I love when we get vampire games with a slower pace offer a more nuanced look at life as a supernatural being. The potential for destruction remains, of course, but it’s an opportunity for a more thoughtful consideration of how we’d get by as an undead forced to thrive on blood. Cabernet is one of those games, with Party for Introverts thrusting us into a new afterlife with no warning, asking us to make decisions that will affect us later, and requiring us to also continually better ourselves in the hopes of increasing our options for survival later.
Liza had a promising future. She was a doctor. She, depending on your choices, might have been a talented singer, thirst for knowledge, or charm needed to handle the politics of high society. But now she’s dead. After making some choices at her funeral that affect her starting stats, she awakens in the locked basement dungeon of the head vampire Countess Orlova. Forced to make a deal with an unknown figure to escape the room, pushed into undead society, and deal with new abilities and weaknesses, she needs to survive and thrive in her new life. However, she doesn’t know exactly how she died yet or who she made a deal with! And she’s also being tasked by her sire, who is known as the Doctor, to continue working as a physician and add to his research.
Cabernet is essentially a vampire life sim, as we spend each day in the game helping Liza get accustomed to her new life and complete tasks that ensure her success. This means you need to do things like read books and wearing outfits to ensure stats keep growing and get high enough to meet checks for certain actions and conversation options. You need to drink blood, referred to as Cabernet, either from humans, animals, or designated sources. Observing people and knowing what to say to them to stay on their good side is important. (Or I mean, maybe you want to do the opposite.) You need to know when to use your vampiric gifts like flight, invisibility, and captivating to get your way. Quests must be tracked in your log, so you’re both completing the necessary ones that advance the campaign and perhaps getting through optional ones to open up new invitations into homes or allies.
It’s often quite interesting! However, your enjoyment might vary depending on your attachment to the characters around Liza. I found some of them fascinating. For example, I like Arban and Hussar a lot, and Alisa is interesting too. Yet there were also times when certain character portrayals meant others didn’t feel as complex as others. In my case, this mainly applied to humans, which left me wondering if it was intentional to force the player to pay more attention to their fellow undead.
The thing is, while I liked the idea of living the vampire life as Liza, the major plot points sometimes struck me as a bit boring. There’s some intrigue here, to be sure. And perhaps it also came down to the choices I made when in her shoes. But finding out the truth behind her death didn’t feel like it carried much weight to “my” version of her, and the day-to-day actions and interactions entertained me more than finding out who left their mark on Liza or dealing with the Countess.
Since this is a game where every choice matters and you’re supposed to live with the consequences your vampire tendencies cause, Cabernet doesn’t allow you to make save states. You start a run? That’s it. You’re locked into it. Don’t like the way you responded to the Doctor one time? Too bad, he doesn’t like you as much now. Didn’t realize a card minigame is rigged for you to lose when you first encounter it and you waste all your money trying to get 21? Whoops. It is possible immediately quit and go from the last auto-save, but that might be some time away, so I found it better to play as intended and live with my choices.
I will say it would make it a little easier to do so if the UI was a bit easier to parse. Especially when I played Cabernet on the Switch, as the first few sessions I’d forget that it would default to mouse-based cursor control in the menus, even though everything else relied upon a standard control scheme. I found it a bit easy to miss notifications that I’d earned enough experience to level up and add more points to my stats in my character sheet. Also, since the quest tracker is really only focusing on your major campaign ones, you may miss out if you aren’t checking the Quests section regularly.
While I enjoyed Cabernet on the Switch, the menu control scheme wasn’t the only time I felt like this might not be the best platform for the vampire game. There’s a rhythm minigame of sorts, and it didn’t feel really comfortable to go through it on the platform. I also experienced two crashes during my time playing, which can be frustrating in a title where decisions matter and you might have made some gains that “day” that were now lost.
Cabernet is one of the more unique vampire games I’ve played, and I enjoyed maintaining a balance of managing Liza’s life while also dealing with more pressing tasks. It helped that some of her new contemporaries are also quite personable and fascinating. I just wish that some of the major campaign elements, at least early on, were a little more thrilling or that the Switch version was better optimized for the console.
Cabernet is available for the Nintendo Switch, PS4, PS5, Xbox One, Xbox Series X, and PC.
Cabernet is a 2D narrative RPG set in a 19th century Eastern European inspired world, with a modern twist. Guide Liza, a young vampire in her new unlife among the unsuspecting townsfolk. Will you retain your humanity or descend further into the horror you have become? Switch version reviewed. Review copy provided by company for testing purposes.
Cabernet is a unique vampire games I’ve played, and I enjoyed maintaining the balance managing Liza’s life while dealing with pressing tasks.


> [Assigned task] I'd like every line from the material below that has "homo" in it.

> [Data provided]
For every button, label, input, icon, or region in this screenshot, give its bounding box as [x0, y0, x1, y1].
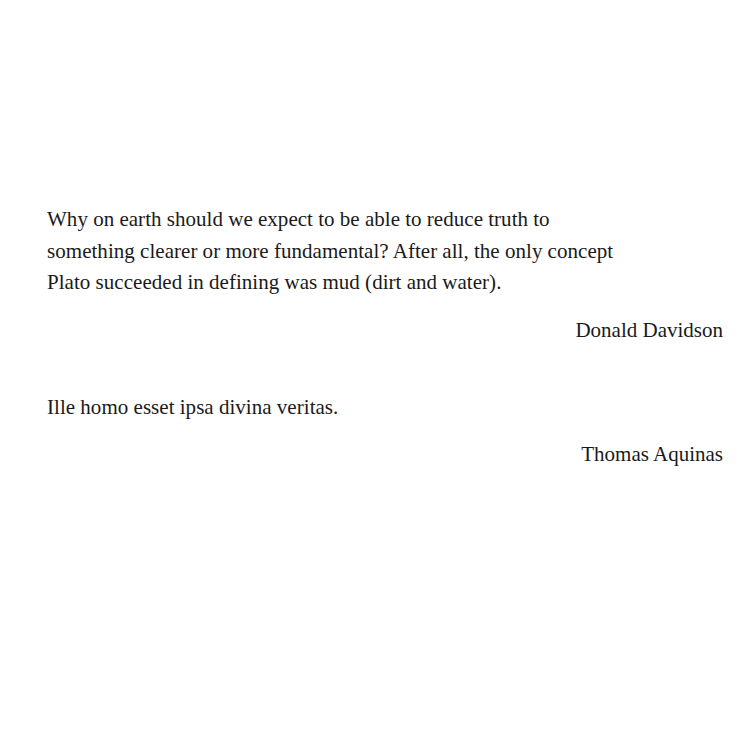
quote-text-aquinas: Ille homo esset ipsa divina veritas.: [47, 392, 723, 424]
epigraph-text-block: Why on earth should we expect to be able…: [47, 204, 723, 470]
epigraph-aquinas: Ille homo esset ipsa divina veritas. Tho…: [47, 392, 723, 470]
quote-line: Ille homo esset ipsa divina veritas.: [47, 392, 723, 424]
quote-line: Why on earth should we expect to be able…: [47, 204, 723, 236]
attribution-aquinas: Thomas Aquinas: [47, 439, 723, 471]
quote-line: Plato succeeded in defining was mud (dir…: [47, 267, 723, 299]
page: Why on earth should we expect to be able…: [0, 0, 738, 741]
quote-text-davidson: Why on earth should we expect to be able…: [47, 204, 723, 299]
quote-line: something clearer or more fundamental? A…: [47, 236, 723, 268]
epigraph-davidson: Why on earth should we expect to be able…: [47, 204, 723, 346]
attribution-davidson: Donald Davidson: [47, 315, 723, 347]
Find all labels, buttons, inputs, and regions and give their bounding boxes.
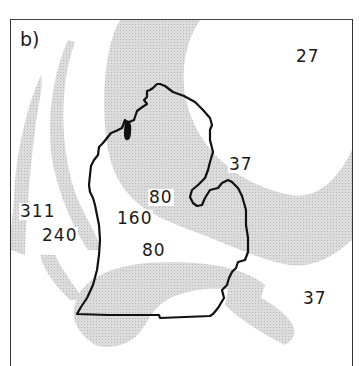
shaded-bands [11,20,352,347]
contour-label-37-southeast: 37 [302,290,328,307]
contour-label-160: 160 [116,210,153,227]
contour-label-37-north: 37 [228,156,254,173]
contour-label-27: 27 [295,48,321,65]
contour-label-80-south: 80 [141,242,167,259]
contour-label-80-north: 80 [148,189,174,206]
panel-label: b) [20,30,39,49]
contour-label-240: 240 [41,227,78,244]
contour-label-311: 311 [19,203,56,220]
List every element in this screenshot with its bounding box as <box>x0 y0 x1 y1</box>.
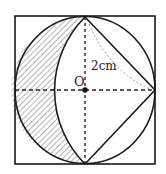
dotted-radius-arc <box>89 24 152 90</box>
radius-label: 2cm <box>91 59 117 73</box>
center-label: O <box>74 74 85 89</box>
geometry-diagram: O 2cm <box>0 0 166 174</box>
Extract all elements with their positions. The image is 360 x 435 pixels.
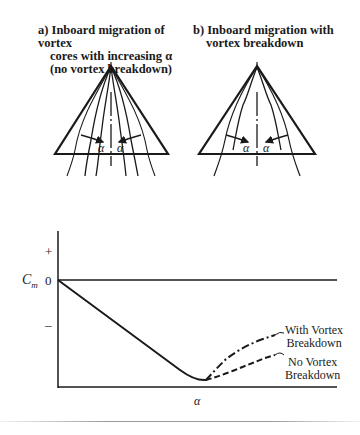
common-curve (58, 280, 206, 380)
bottom-divider (0, 421, 360, 422)
with-breakdown-curve (206, 335, 275, 380)
alpha-label-b-right: α (263, 141, 270, 155)
delta-wing-b (199, 62, 315, 176)
legend-with-breakdown: With Vortex Breakdown (285, 324, 343, 350)
x-axis-label: α (194, 394, 200, 409)
alpha-label-a-left: α (98, 141, 105, 155)
y-axis-label: Cm (22, 272, 38, 290)
ytick-zero: 0 (45, 273, 52, 289)
delta-wing-a (55, 62, 168, 176)
ytick-plus: + (45, 244, 52, 260)
chart-curves (58, 280, 284, 380)
alpha-label-a-right: α (117, 141, 124, 155)
alpha-label-b-left: α (243, 141, 250, 155)
legend-no-breakdown: No Vortex Breakdown (285, 356, 340, 382)
ytick-minus: – (45, 317, 52, 333)
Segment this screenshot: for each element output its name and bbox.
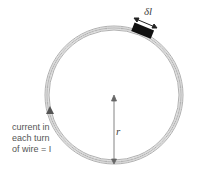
- coil-diagram: [0, 0, 201, 186]
- current-label-line2: each turn: [12, 133, 51, 144]
- element-length-label: δl: [144, 6, 152, 17]
- radius-label: r: [116, 126, 120, 137]
- current-label: current in each turn of wire = I: [12, 122, 51, 155]
- current-label-line1: current in: [12, 122, 51, 133]
- current-label-line3: of wire = I: [12, 144, 51, 155]
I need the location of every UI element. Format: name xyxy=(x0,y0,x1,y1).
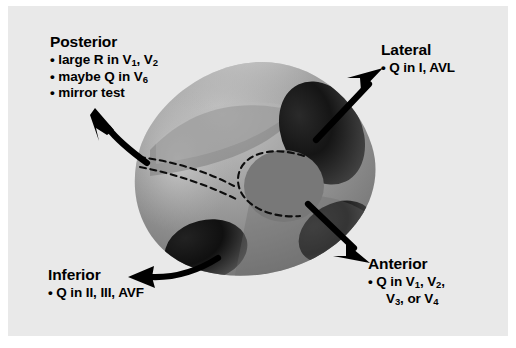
posterior-bullet-2: • maybe Q in V6 xyxy=(50,69,158,86)
posterior-bullet-3: • mirror test xyxy=(50,85,158,100)
posterior-arrow xyxy=(90,108,147,163)
label-lateral: Lateral • Q in I, AVL xyxy=(381,41,455,75)
inferior-bullet-1: • Q in II, III, AVF xyxy=(48,285,144,300)
lateral-bullet-1: • Q in I, AVL xyxy=(381,60,455,75)
posterior-bullet-1: • large R in V1, V2 xyxy=(50,52,158,69)
anterior-bullet-1: • Q in V1, V2, xyxy=(368,274,445,291)
label-anterior: Anterior • Q in V1, V2, V3, or V4 xyxy=(368,255,445,307)
heart-infarct-localization-figure: Posterior • large R in V1, V2 • maybe Q … xyxy=(0,0,516,348)
label-posterior: Posterior • large R in V1, V2 • maybe Q … xyxy=(50,33,158,101)
posterior-heading: Posterior xyxy=(50,33,158,51)
lateral-heading: Lateral xyxy=(381,41,455,59)
inferior-heading: Inferior xyxy=(48,266,144,284)
heart-body-group xyxy=(120,34,386,300)
anterior-bullet-1-cont: V3, or V4 xyxy=(368,291,445,308)
anterior-heading: Anterior xyxy=(368,255,445,273)
label-inferior: Inferior • Q in II, III, AVF xyxy=(48,266,144,300)
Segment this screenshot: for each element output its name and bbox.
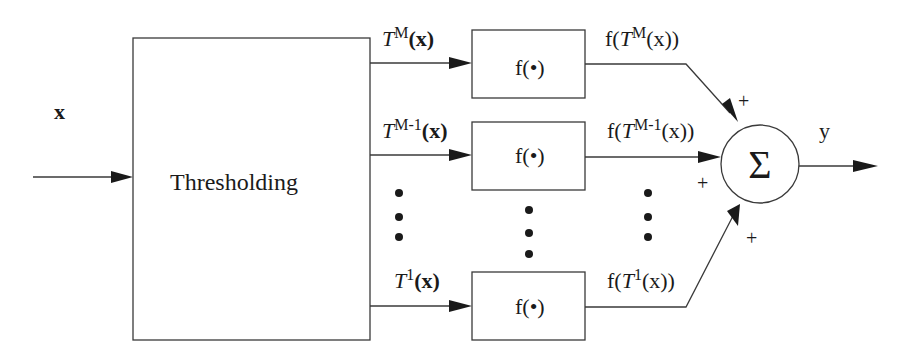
channel-m1-f-label: f(•): [515, 143, 545, 168]
input-arrowhead-icon: [111, 171, 133, 183]
sigma-icon: Σ: [748, 142, 771, 187]
channel-m1-input-arrowhead-icon: [449, 149, 472, 161]
input-label: x: [54, 99, 65, 124]
channel-m-input-label: TM(x): [382, 24, 434, 51]
channel-m-f-label: f(•): [515, 55, 545, 80]
channel-m-output-label: f(TM(x)): [605, 24, 679, 51]
threshold-decomposition-diagram: x Thresholding TM(x) f(•) f(TM(x)) + TM-…: [0, 0, 899, 361]
channel-1-input-label: T1(x): [394, 266, 440, 293]
channel-m-output-line: [585, 64, 730, 113]
thresholding-label: Thresholding: [170, 169, 298, 195]
channel-m-input-arrowhead-icon: [449, 57, 472, 69]
output-label: y: [819, 118, 830, 143]
output-ellipsis-dots: [644, 189, 652, 241]
channel-m1-input-label: TM-1(x): [382, 116, 447, 143]
input-ellipsis-dots: [395, 189, 403, 241]
channel-m-output-arrowhead-icon: [722, 98, 738, 122]
output-arrowhead-icon: [853, 160, 878, 172]
channel-1-input-arrowhead-icon: [449, 300, 472, 312]
channel-m-sign: +: [738, 90, 749, 112]
channel-1-output-line: [585, 214, 734, 307]
channel-m1-sign: +: [697, 172, 708, 194]
channel-1-f-label: f(•): [515, 294, 545, 319]
channel-1-output-label: f(T1(x)): [607, 266, 675, 293]
channel-1-sign: +: [746, 227, 757, 249]
block-ellipsis-dots: [525, 206, 533, 258]
channel-m1-output-arrowhead-icon: [698, 151, 721, 163]
channel-m1-output-label: f(TM-1(x)): [607, 116, 694, 143]
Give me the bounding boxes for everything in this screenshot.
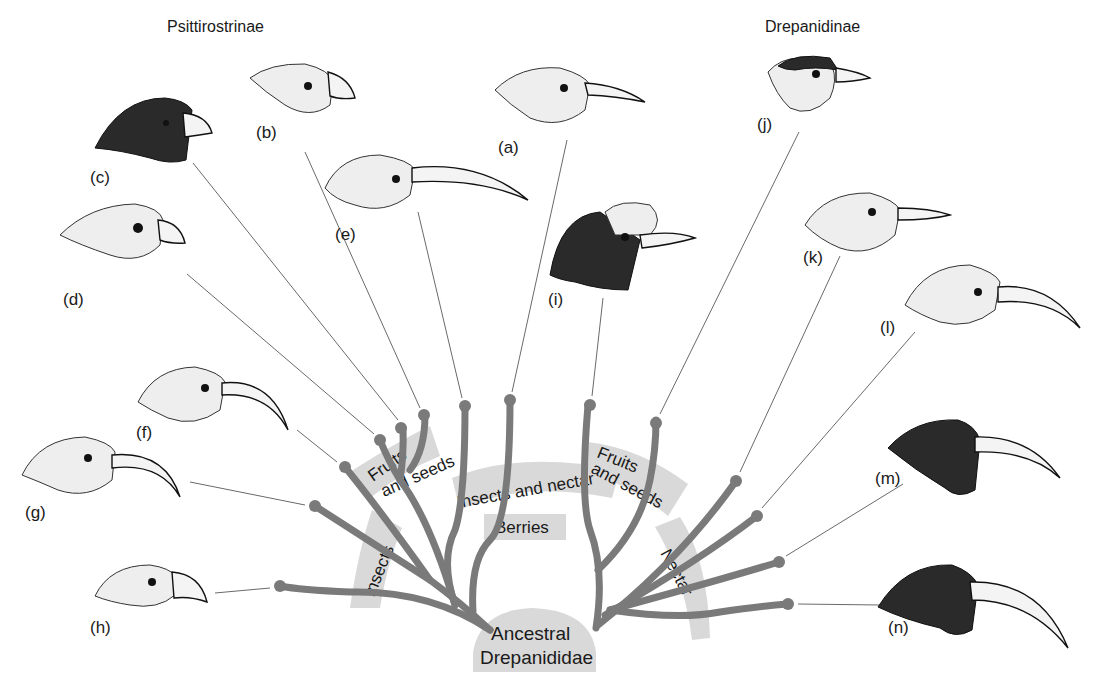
specimen-label-f: (f): [136, 423, 152, 442]
bird-head-k-icon: [805, 193, 950, 251]
specimen-label-g: (g): [25, 503, 46, 522]
adaptive-radiation-diagram: Psittirostrinae Drepanidinae Insects Fru…: [0, 0, 1094, 683]
specimen-label-e: (e): [335, 225, 356, 244]
bird-head-l-icon: [905, 265, 1080, 328]
specimen-label-m: (m): [875, 469, 900, 488]
bird-head-d-icon: [60, 204, 185, 258]
bird-head-f-icon: [138, 367, 288, 430]
subfamily-psittirostrinae: Psittirostrinae: [167, 18, 264, 35]
subfamily-drepanidinae: Drepanidinae: [765, 18, 860, 35]
specimen-label-n: (n): [888, 618, 909, 637]
bird-head-a-icon: [495, 68, 645, 123]
bird-head-j-icon: [768, 56, 870, 111]
bird-head-h-icon: [95, 565, 207, 606]
bird-head-g-icon: [22, 437, 180, 497]
bird-head-e-icon: [325, 155, 528, 208]
specimen-label-i: (i): [548, 290, 563, 309]
specimen-label-l: (l): [880, 318, 895, 337]
bird-head-i-icon: [550, 203, 695, 290]
bird-head-c-icon: [95, 98, 212, 162]
bird-head-m-icon: [888, 420, 1060, 495]
specimen-label-b: (b): [256, 123, 277, 142]
specimen-label-d: (d): [63, 290, 84, 309]
ancestor-label-2: Drepanididae: [480, 647, 593, 668]
bird-head-b-icon: [250, 64, 355, 113]
specimen-label-j: (j): [757, 115, 772, 134]
ancestor-label-1: Ancestral: [491, 623, 570, 644]
specimen-label-k: (k): [803, 248, 823, 267]
specimen-label-c: (c): [90, 168, 110, 187]
bird-heads: [22, 56, 1080, 648]
specimen-label-a: (a): [498, 138, 519, 157]
specimen-label-h: (h): [90, 618, 111, 637]
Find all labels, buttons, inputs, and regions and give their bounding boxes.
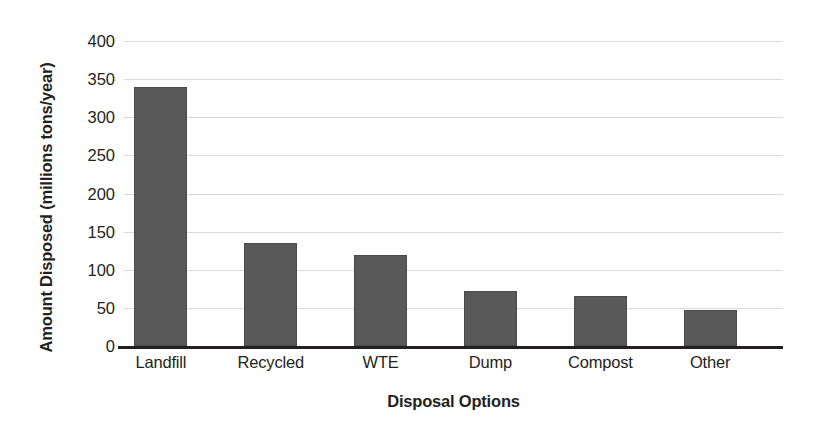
x-axis-title: Disposal Options — [124, 392, 783, 411]
y-axis-title-units: (millions tons/year) — [37, 63, 55, 210]
y-axis-title-bold: Amount Disposed — [37, 214, 55, 352]
bar-dump — [464, 291, 517, 346]
y-axis-tick-label: 300 — [87, 108, 115, 127]
x-axis-label-compost: Compost — [568, 353, 633, 372]
gridline — [124, 270, 783, 271]
gridline — [124, 232, 783, 233]
bar-other — [684, 310, 737, 346]
y-axis-tick-label: 400 — [87, 32, 115, 51]
y-axis-title: Amount Disposed (millions tons/year) — [0, 0, 92, 433]
y-axis-tick-label: 200 — [87, 184, 115, 203]
x-axis-label-recycled: Recycled — [238, 353, 304, 372]
plot-area: 400350300250200150100500 LandfillRecycle… — [124, 41, 783, 346]
x-axis-label-landfill: Landfill — [136, 353, 187, 372]
x-axis-line — [118, 346, 783, 349]
bar-wte — [354, 255, 407, 347]
gridline — [124, 117, 783, 118]
y-axis-tick-label: 150 — [87, 222, 115, 241]
bar-recycled — [244, 243, 297, 346]
y-axis-tick-label: 50 — [97, 298, 115, 317]
gridline — [124, 308, 783, 309]
y-axis-tick-label: 350 — [87, 70, 115, 89]
gridline — [124, 155, 783, 156]
gridline — [124, 79, 783, 80]
y-axis-tick-label: 0 — [106, 337, 115, 356]
y-axis-tick-label: 100 — [87, 260, 115, 279]
x-axis-label-wte: WTE — [363, 353, 399, 372]
gridline — [124, 194, 783, 195]
x-axis-label-dump: Dump — [469, 353, 512, 372]
bar-chart: Amount Disposed (millions tons/year) 400… — [0, 0, 818, 433]
bar-landfill — [134, 87, 187, 346]
bar-compost — [574, 296, 627, 346]
y-axis-tick-label: 250 — [87, 146, 115, 165]
x-axis-label-other: Other — [690, 353, 730, 372]
gridline — [124, 41, 783, 42]
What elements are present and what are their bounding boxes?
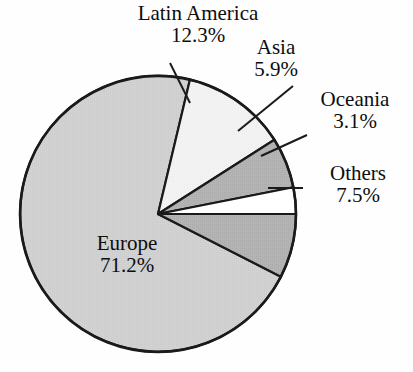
slice-label-asia-name: Asia	[228, 36, 324, 58]
slice-label-europe-name: Europe	[52, 232, 202, 254]
slice-label-oceania-value: 3.1%	[296, 110, 413, 132]
slice-label-oceania-name: Oceania	[296, 88, 413, 110]
slice-label-others: Others 7.5%	[306, 162, 410, 206]
slice-label-others-name: Others	[306, 162, 410, 184]
slice-label-latin-america-name: Latin America	[108, 2, 288, 24]
slice-label-others-value: 7.5%	[306, 184, 410, 206]
slice-label-europe: Europe 71.2%	[52, 232, 202, 276]
slice-label-asia: Asia 5.9%	[228, 36, 324, 80]
slice-label-europe-value: 71.2%	[52, 254, 202, 276]
slice-label-oceania: Oceania 3.1%	[296, 88, 413, 132]
pie-chart-figure: Latin America 12.3% Asia 5.9% Oceania 3.…	[0, 0, 413, 372]
slice-label-asia-value: 5.9%	[228, 58, 324, 80]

> [Result]
quote-text-aquinas: Ille homo esset ipsa divina veritas.: [47, 392, 723, 424]
epigraph-aquinas: Ille homo esset ipsa divina veritas. Tho…: [47, 392, 723, 470]
quote-line: Ille homo esset ipsa divina veritas.: [47, 392, 723, 424]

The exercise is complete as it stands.